Recently I watched a television programme about Auguste Escoffier, the French chef who changed eating into dining, making the food of the rich not only opulent but delicious.

The programme reminded me that Escoffier was one of the innovative artists of the late nineteenth and early twentieth centuries  considered in Jonah Lehrer’s book  Proust was a Neuroscientist. It is surprising to find a cook alongside such practitioners of the high arts as Cezanne, Stravinsky and Virginia Woolf. The book argues that avant-garde artists of that period anticipated the findings of twenty-first century neuroscience, and Lehrer describes how Escoffier elevated eating into an art form by exploring the sense of taste. He invented haute cuisine.It is a salutary tale of the practitioner of an art who triumphed by ignoring the “science” of the time. Instead he followed the knowledge gained from his own sensory experience. Since classical times scientists “knew” that the tongue could detect only four kinds of taste – sour, sweet, salty and bitter. Anything else, the scientists claimed, was the product of the imagination. Escoffier’s taste buds told him a different story – there was a fifth kind of taste, which made food delicious, indeed irresistible, something that human beings crave. While Escoffier was refining his culinary art in the West, a Japanese chemist, Kikunae Ikeda, was also pursuing a fifth kind of taste, but by scientific analysis. This he called umami. He found it by isolating glutamic acid. No-one took any notice of his discovery.

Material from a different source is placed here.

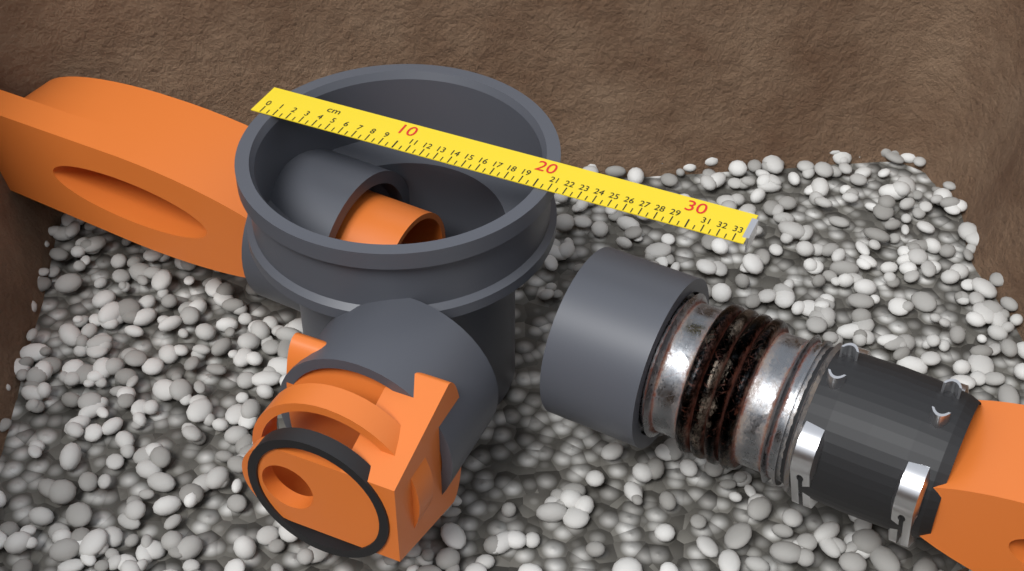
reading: 21.0 cm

We now know that both Escoffier’s cuisine and the very different Japanese cuisine both seek to bring out this chemical in order to make food delicious, something which has the potential to turn a physical necessity into an art form. Only in the year 2000, however, did scientists catch up with Ikeda and Escoffier, when they discovered the receptors on the tongue which recognize this chemical. The people who believed the evidence of their senses, rather than the received wisdom of the “experts” were vindicated.

Is there a lesson for the theory and practice of education here?